In recent weeks, Vice President Quayle's Council on Competitiveness has made headlines for its attacks against wetlands protection and product liability laws. But these are just two of many examples of the Quayle Council's full-time occupation-providing a conduit for big business interests and using backdoor channels to undermine health, safety and environmental programs. In practice, 'competitiveness' has been a euphemism that cloaks Council micromanagement of a dizzying array of scientific and technical matters better left to agency experts.

Just what is the Council on Competitiveness, and how did it become so influential?

The Council is the direct successor to the Reagan-era Task Force on Regulatory Relief, which was chaired by then Vice President Bush. The Quayle Council's creation was deliberately low-key. An April 1989 press release by the Vice President's office casually announced that President Bush had designated Dan Quayle as the head of a new group called the Council on Competitiveness; it did not provide details of the Council's mission at that time. Not until a year later did the Council formally acknowledge that it had taken over the operational role of the Bush Task Force. In the early 1980s, the Task Force used authority over a controversial executive order signed by President Reagan-E.O. 12291. Brandishing the executive order, the Bush Task Force went on a deregulatory rampage. After a few short years, the Bush Task Force succeeded in: thwarting worker safety regulations; obstructing consumer product safety controls; rolling back highway safety initiatives; and weakening environmental protection.

2

Like the Bush Task Force before it, the Quayle Council has a stranglehold on the regulatory agency rulemaking process. The Vice President's Council oversees the regulatory review functions of the Office of Management and Budget's (OMB) Office of Information and Regulatory Affairs (OIRA). Through OIRA, or on its own authority, the Quayle Council can pull any regulation that it dislikes for 'review' and pressure the agency to change it. Operating outside the open government rules that apply to federal regulatory agencies, the Council's small staff has worked to stall or block health and safety rules, advance deregulation initiatives, and pressure federal agencies to pull back from strong enforcement.
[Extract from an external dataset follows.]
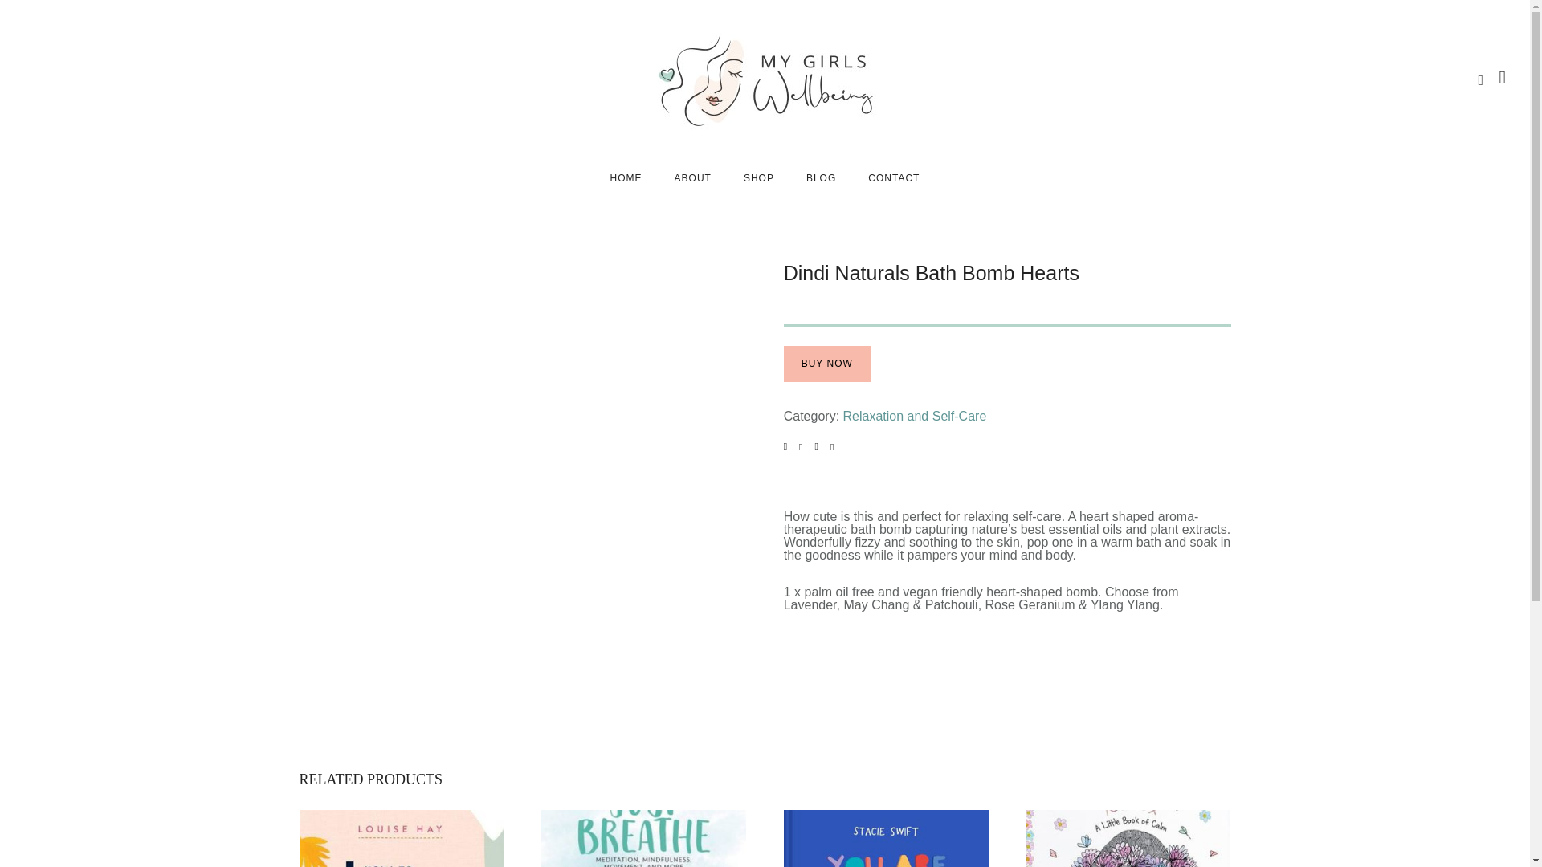 The height and width of the screenshot is (867, 1542). What do you see at coordinates (821, 177) in the screenshot?
I see `BLOG` at bounding box center [821, 177].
By directly meddling in ongoing regulatory actions, the Quayle Council undermines the entire system of federal regulation. Over the years, Congress has charged expert agencies such as the Environmental Protection Agency (EPA), the Food and Drug Administration (FDA), and the Occupational Health and Safety Administration (OSHA) with the task of safeguarding the public's health and safety. These agencies, in turn, are governed by an elaborate legal structure designed to ensure that they are open to the public, that they hear from all sides, and that they base their decisions on complex scientific or technical matters only on substantive merits. (These rules are embodied, primarily, in the Administrative Procedure Act and the Freedom of Information Act.) By contrast, the Quayle Council invites regulated corporations unhappy about the results of regulation to quietly turn to the White House for relief. In the two years since the Council has been in place, it has already intruded in such detailed matters as the establishment of quality control standards for pap smears to determining just how much toxic formaldehyde workers can be exposed to safely. Because it acts in utter secrecy, the Quayle Council has set itself up as a channel for improper industry influence in regulatory decision-making. If it continues to expand its operations, the nation's health and safety standards will be in tatters.

1 See Fact Sheet on the Council on Competitiveness, April 12, 1989. This fact sheet was re-released the following summer, along with a June 28, 1990 press release announcing the appointment of Allan Hubbard as executive director of the Council on Competitiveness.

2

See memo from Cabinet Secretary Ede Holiday to cabinet and agency heads, June 13, 1990.